Respiratory Changes Associated With Aging
The respiratory changes that occur with aging are described in Chart 29-1. Many additional respiratory changes in older patients result from heredity and a lifetime of exposure to environmental pollutants (e.g., cigarette smoke, bacteria, industrial fumes and irritants).
Respiratory disease is a major cause of illness and chronic disability in older patients. Although respiratory function normally declines with age, there is usually no problem keeping pace with the demands of ordinary activity. The sedentary older adult, however, often feels breathless during exercise (Touhy & Jett, 2010).
It is difficult to determine which respiratory changes in older adults are related to normal aging and which changes are caused by respiratory disease or exposure to pollutants. Age-related changes in the muscles and the cardiac and vascular system also may cause abnormal breathing, even if the lungs are normal.
Assessment methods
Patient History
Obtaining accurate information from the patient is important for identifying the type and severity of breathing problems. Chart 29-2 lists questions to ask patients (based on Gordon’s Functional Health Patterns) to assess the impact of pulmonary function.
Age, gender, and race can affect the physical and diagnostic findings related to breathing. Many of the diagnostic studies for respiratory disorders (e.g., pulmonary function tests) use these data for determining predicted normal values.
Explore the home, community, and workplace for environmental factors that could cause or worsen lung disease. Occupational lung diseases include pneumoconiosis, which results from the inhalation of dust (e.g., coal dust, stone dust, silicone dust); toxic lung injury; and hypersensitivity disease (e.g., hypersensitivity to latex). Work history includes the exact dates of employment and a brief job description. Exposure to industrial dusts of any type or to the chemicals found in smoke and fumes may cause breathing disorders. Bakers, coal miners, stone masons, cotton handlers, woodworkers, welders, potters, plastic and rubber manufacturers, printers, asbestos workers, farm workers, and steel foundry workers are at risk for breathing problems. Use this opportunity to teach patients about the use of masks and adequate ventilation to protect the respiratory system from inhalation irritants.

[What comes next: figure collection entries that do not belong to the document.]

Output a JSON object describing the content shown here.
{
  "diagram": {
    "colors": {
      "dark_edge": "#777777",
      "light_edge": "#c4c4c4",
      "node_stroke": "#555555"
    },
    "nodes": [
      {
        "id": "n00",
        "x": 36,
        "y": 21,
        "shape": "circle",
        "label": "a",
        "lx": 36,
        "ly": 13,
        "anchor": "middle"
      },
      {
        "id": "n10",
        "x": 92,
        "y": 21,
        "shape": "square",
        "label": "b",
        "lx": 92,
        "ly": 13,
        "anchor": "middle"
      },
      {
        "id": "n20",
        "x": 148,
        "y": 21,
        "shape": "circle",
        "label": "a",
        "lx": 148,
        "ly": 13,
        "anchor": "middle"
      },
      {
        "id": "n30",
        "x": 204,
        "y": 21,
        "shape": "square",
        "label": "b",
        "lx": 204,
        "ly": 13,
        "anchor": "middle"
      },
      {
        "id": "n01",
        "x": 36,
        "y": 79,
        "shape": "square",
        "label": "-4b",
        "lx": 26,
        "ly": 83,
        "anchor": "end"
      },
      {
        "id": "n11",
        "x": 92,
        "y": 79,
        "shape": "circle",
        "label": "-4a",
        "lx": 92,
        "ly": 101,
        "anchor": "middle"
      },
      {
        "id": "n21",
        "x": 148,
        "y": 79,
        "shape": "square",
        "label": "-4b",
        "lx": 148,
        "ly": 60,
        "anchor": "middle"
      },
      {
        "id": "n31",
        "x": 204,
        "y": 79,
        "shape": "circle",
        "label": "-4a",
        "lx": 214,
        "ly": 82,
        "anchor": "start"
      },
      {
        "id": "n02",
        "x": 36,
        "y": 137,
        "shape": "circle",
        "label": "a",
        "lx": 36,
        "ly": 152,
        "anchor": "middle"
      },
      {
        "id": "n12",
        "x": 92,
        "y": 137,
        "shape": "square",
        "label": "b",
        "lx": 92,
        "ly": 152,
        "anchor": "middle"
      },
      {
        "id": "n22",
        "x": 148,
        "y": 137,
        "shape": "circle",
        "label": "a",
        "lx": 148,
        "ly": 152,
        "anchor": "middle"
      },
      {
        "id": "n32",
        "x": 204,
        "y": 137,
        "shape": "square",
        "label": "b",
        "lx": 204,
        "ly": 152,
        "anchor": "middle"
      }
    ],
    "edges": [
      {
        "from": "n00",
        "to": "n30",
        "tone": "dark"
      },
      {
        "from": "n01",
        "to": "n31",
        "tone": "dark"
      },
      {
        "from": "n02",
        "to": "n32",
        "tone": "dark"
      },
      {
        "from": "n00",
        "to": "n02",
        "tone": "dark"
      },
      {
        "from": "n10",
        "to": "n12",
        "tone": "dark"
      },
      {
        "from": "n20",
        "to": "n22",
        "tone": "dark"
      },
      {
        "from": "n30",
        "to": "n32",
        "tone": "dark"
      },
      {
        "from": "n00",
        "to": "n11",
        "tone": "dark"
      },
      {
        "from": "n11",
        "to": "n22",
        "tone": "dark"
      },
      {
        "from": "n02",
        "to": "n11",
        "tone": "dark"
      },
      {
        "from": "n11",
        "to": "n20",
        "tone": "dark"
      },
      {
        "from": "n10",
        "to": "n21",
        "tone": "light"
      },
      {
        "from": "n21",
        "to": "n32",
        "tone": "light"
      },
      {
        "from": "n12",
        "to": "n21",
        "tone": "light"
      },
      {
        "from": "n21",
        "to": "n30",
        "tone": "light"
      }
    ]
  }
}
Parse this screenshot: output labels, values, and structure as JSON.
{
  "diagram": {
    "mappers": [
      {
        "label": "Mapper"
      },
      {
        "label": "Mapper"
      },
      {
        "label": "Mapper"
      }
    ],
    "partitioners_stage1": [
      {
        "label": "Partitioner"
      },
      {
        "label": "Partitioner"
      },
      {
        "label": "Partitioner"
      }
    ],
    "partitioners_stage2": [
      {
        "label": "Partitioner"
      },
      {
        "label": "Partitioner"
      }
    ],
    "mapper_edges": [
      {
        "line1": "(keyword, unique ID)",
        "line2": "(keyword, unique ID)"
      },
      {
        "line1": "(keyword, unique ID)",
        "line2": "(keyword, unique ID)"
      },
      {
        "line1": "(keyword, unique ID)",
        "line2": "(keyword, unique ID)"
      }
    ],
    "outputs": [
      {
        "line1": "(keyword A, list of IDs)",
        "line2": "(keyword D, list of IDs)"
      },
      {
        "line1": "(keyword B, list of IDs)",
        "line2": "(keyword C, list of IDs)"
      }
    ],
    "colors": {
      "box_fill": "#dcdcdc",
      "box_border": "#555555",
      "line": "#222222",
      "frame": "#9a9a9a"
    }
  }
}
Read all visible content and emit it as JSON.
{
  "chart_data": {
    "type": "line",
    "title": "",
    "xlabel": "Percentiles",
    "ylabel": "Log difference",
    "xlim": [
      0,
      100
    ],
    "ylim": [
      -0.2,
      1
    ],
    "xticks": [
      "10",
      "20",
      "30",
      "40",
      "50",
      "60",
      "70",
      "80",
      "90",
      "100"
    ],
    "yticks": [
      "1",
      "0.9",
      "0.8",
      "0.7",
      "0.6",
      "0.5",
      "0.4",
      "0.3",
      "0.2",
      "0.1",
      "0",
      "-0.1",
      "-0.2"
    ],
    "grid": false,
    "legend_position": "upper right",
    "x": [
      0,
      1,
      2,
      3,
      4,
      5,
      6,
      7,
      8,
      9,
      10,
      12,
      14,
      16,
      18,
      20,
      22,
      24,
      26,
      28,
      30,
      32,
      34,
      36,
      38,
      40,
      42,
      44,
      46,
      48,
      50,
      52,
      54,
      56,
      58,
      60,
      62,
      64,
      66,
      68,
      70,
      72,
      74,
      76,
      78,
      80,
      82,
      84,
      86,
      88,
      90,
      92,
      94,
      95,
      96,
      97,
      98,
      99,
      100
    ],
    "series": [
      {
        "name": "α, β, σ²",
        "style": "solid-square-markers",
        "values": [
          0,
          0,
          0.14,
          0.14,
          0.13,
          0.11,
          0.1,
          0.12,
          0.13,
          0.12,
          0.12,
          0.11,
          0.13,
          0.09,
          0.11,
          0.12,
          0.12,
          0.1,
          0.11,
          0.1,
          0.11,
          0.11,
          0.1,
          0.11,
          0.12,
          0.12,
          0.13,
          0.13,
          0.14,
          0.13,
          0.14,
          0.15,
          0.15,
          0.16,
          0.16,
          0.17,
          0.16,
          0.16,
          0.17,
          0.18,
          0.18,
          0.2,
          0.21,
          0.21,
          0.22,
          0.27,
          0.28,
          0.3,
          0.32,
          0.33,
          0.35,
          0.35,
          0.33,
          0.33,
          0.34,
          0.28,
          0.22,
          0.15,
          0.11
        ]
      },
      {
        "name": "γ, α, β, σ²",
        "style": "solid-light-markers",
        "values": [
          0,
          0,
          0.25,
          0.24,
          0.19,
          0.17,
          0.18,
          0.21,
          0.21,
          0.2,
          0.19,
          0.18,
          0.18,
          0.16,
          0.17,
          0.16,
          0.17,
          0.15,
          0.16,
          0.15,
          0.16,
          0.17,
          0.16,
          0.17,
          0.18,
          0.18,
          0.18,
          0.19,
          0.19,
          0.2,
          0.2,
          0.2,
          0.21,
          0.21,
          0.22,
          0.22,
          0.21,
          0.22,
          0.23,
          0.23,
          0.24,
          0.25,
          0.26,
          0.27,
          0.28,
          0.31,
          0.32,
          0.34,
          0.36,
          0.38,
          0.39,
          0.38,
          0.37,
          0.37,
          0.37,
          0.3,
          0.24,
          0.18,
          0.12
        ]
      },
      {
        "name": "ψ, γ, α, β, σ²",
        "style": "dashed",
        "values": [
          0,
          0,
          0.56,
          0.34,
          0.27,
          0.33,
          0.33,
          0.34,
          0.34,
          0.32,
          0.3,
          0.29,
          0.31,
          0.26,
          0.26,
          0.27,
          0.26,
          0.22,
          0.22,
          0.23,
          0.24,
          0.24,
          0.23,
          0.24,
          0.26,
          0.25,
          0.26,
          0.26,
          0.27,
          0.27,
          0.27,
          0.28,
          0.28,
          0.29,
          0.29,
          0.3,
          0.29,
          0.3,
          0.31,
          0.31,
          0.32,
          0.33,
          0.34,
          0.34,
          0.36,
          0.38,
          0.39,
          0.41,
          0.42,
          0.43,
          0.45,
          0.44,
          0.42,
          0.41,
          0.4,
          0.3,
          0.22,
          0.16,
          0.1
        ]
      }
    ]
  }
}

Ask about home conditions, such as the type of heat used (e.g., gas heater, wood-burning stove, fireplace, kerosene heater). Determine exposure to irritants (e.g., fumes, chemicals, animals, birds, air pollutants). Ask about hobbies such as painting, working with ceramics, building model airplanes, refinishing furniture, or woodworking, which may expose the patient to harmful chemicals. Teach patients to wear masks during these exposures and to ensure the area is well ventilated.
Ask patients about their respiratory history (Table 29-1), including smoking history, drug use, travel, and area of residence.